NextjsThe "use server" Directive

The "use server" Directive

'use server' looks like a sibling of 'use client', but it solves a different problem and points in the opposite direction. It doesn't describe where a component renders — it marks a function as a Server Action: a function guaranteed to execute on the server, that a Client Component can nonetheless call as if it were a normal local function.
Inline, inside a Client Component
Placed at the top of an async function body, it marks just that one function as a Server Action:

components/LikeButton.tsx

TSX
'use client'

import { useState } from 'react'

export default function LikeButton({ postId }: { postId: string }) {
  const [likes, setLikes] = useState(0)

  async function likePost() {
    'use server'
    // This block runs on the server, even though the button that
    // calls it lives in a Client Component.
    await db.post.update({
      where: { id: postId },
      data: { likes: { increment: 1 } },
    })
  }

  return (
    <button onClick={() => { likePost(); setLikes((n) => n + 1) }}>
      ♥ {likes}
    </button>
  )
}
At the top of a whole file
More commonly, 'use server' is placed as the first line of a dedicated file.

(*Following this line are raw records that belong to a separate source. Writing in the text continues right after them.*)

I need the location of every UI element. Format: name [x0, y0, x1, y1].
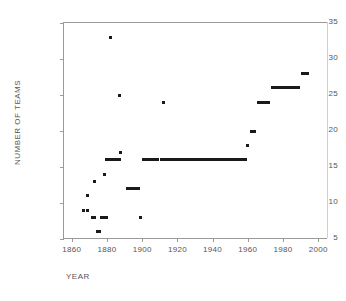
y-axis-tick-label: 10 — [329, 198, 339, 206]
x-axis-tick-label: 1860 — [62, 245, 81, 254]
data-mark — [139, 216, 142, 219]
plot-right-edge — [327, 22, 328, 238]
x-axis-tick — [107, 238, 108, 242]
data-mark — [91, 216, 96, 219]
data-mark — [86, 209, 89, 212]
data-mark — [162, 101, 165, 104]
y-axis-tick — [60, 239, 64, 240]
y-axis-tick — [60, 203, 64, 204]
x-axis-tick-label: 2000 — [309, 245, 328, 254]
data-mark — [118, 94, 121, 97]
data-mark — [105, 158, 112, 161]
x-axis-tick — [142, 238, 143, 242]
data-mark — [250, 130, 257, 133]
y-axis-tick-label: 5 — [333, 234, 338, 242]
data-mark — [301, 72, 309, 75]
x-axis-tick-label: 1980 — [274, 245, 293, 254]
y-axis-tick — [60, 23, 64, 24]
data-mark — [119, 151, 122, 154]
x-axis-tick-label: 1900 — [133, 245, 152, 254]
chart-container: 5101520253035 18601880190019201940196019… — [0, 0, 346, 301]
x-axis-tick-label: 1920 — [168, 245, 187, 254]
data-mark — [109, 36, 112, 39]
data-mark — [126, 187, 140, 190]
y-axis-tick-label: 30 — [329, 54, 339, 62]
data-mark — [112, 158, 120, 161]
x-axis-tick-label: 1880 — [98, 245, 117, 254]
y-axis-tick-label: 25 — [329, 90, 339, 98]
data-mark — [86, 194, 89, 197]
y-axis-tick-label: 20 — [329, 126, 339, 134]
data-mark — [165, 158, 247, 161]
data-mark — [160, 158, 165, 161]
y-axis-title: NUMBER OF TEAMS — [13, 53, 22, 193]
y-axis-tick — [60, 95, 64, 96]
x-axis-tick — [213, 238, 214, 242]
x-axis-tick-label: 1960 — [238, 245, 257, 254]
data-mark — [103, 173, 106, 176]
x-axis-tick — [72, 238, 73, 242]
y-axis-tick — [60, 131, 64, 132]
data-mark — [96, 230, 101, 233]
y-axis-tick — [60, 59, 64, 60]
x-axis-line — [63, 238, 327, 239]
y-axis-tick — [60, 167, 64, 168]
x-axis-tick-label: 1940 — [203, 245, 222, 254]
x-axis-tick — [318, 238, 319, 242]
x-axis-title: YEAR — [66, 272, 90, 281]
data-mark — [100, 216, 108, 219]
x-axis-tick — [248, 238, 249, 242]
data-mark — [142, 158, 159, 161]
y-axis-tick-label: 15 — [329, 162, 339, 170]
data-mark — [246, 144, 249, 147]
plot-area — [63, 22, 327, 238]
data-mark — [93, 180, 96, 183]
data-mark — [257, 101, 271, 104]
x-axis-tick — [177, 238, 178, 242]
data-mark — [271, 86, 300, 89]
x-axis-tick — [283, 238, 284, 242]
y-axis-tick-label: 35 — [329, 18, 339, 26]
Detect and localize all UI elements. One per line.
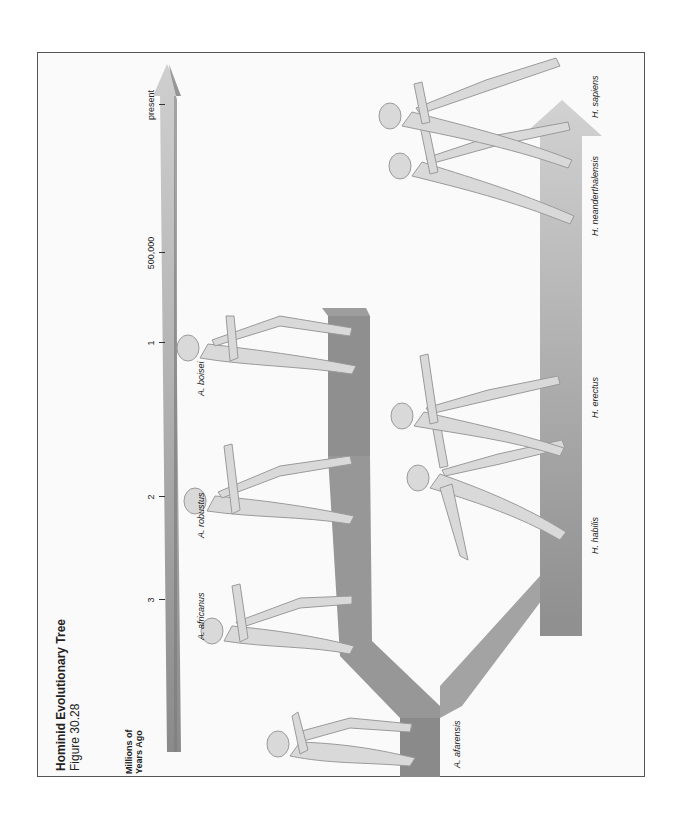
tick-mark-1 bbox=[159, 342, 165, 343]
label-a-afarensis: A. afarensis bbox=[452, 720, 462, 768]
tick-label-2: 2 bbox=[146, 494, 156, 499]
label-h-sapiens: H. sapiens bbox=[590, 75, 600, 118]
tick-mark-3 bbox=[159, 599, 165, 600]
label-a-robustus: A. robustus bbox=[196, 492, 206, 538]
label-h-habilis: H. habilis bbox=[590, 517, 600, 554]
timeline-arrow bbox=[153, 64, 181, 752]
tick-label-3: 3 bbox=[146, 597, 156, 602]
tick-mark-present bbox=[159, 104, 165, 105]
label-a-boisei: A. boisei bbox=[196, 361, 206, 396]
tick-label-present: present bbox=[146, 90, 156, 120]
figure-canvas: Hominid Evolutionary Tree Figure 30.28 M… bbox=[0, 0, 679, 836]
figure-h-erectus bbox=[391, 354, 564, 456]
tick-label-1: 1 bbox=[146, 340, 156, 345]
label-h-erectus: H. erectus bbox=[590, 377, 600, 418]
tick-label-500000: 500,000 bbox=[146, 237, 156, 270]
tick-mark-2 bbox=[159, 496, 165, 497]
tree-graphic bbox=[0, 0, 679, 836]
figure-a-africanus bbox=[201, 584, 354, 654]
label-a-africanus: A. africanus bbox=[196, 592, 206, 640]
figure-a-afarensis bbox=[267, 712, 415, 766]
label-h-neanderthalensis: H. neanderthalensis bbox=[590, 156, 600, 236]
tick-mark-500000 bbox=[159, 252, 165, 253]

That marks every function exported from that file as a Server Action, which keeps server-only mutation logic cleanly separated from your UI components:

app/actions.ts

TSX
'use server'

import { db } from '@/lib/db'

export async function createTodo(formData: FormData) {
  const title = formData.get('title') as string
  await db.todo.create({ data: { title } })
}

export async function deleteTodo(id: string) {
  await db.todo.delete({ where: { id } })
}

components/TodoForm.tsx — calling it from a Client Component

TSX
'use client'

import { createTodo } from '@/app/actions'

export default function TodoForm() {
  return (
    <form action={createTodo}>
      <input name="title" placeholder="New todo" />
      <button type="submit">Add</button>
    </form>
  )
}
Note
This directive is conceptually the mirror image of 'use client'. 'use client' is about where a component is allowed to render (and therefore what bundle it ends up in). 'use server' is about exposing a server-only function so it can be called from the client — the function itself never ships to the browser as executable code; Next.js instead generates a secure reference the client can invoke, and the actual logic always runs on the server.
This page only covers the directive itself — what it does and where it goes. Server Actions have a lot more surface area worth its own deep dive: pending states, form validation, revalidating cached data after a mutation, optimistic UI, and more. Head to the dedicated Server Actions page for all of that.
  • 'use server' marks a function (inline, or every export in a file) as a Server Action.

  • Server Actions are callable from Client Components but always execute on the server.

  • It is the "opposite direction" from 'use client' — it exposes a server function to the client, rather than describing where a component renders.

  • For the full picture on using Server Actions for mutations, see the Server Actions page.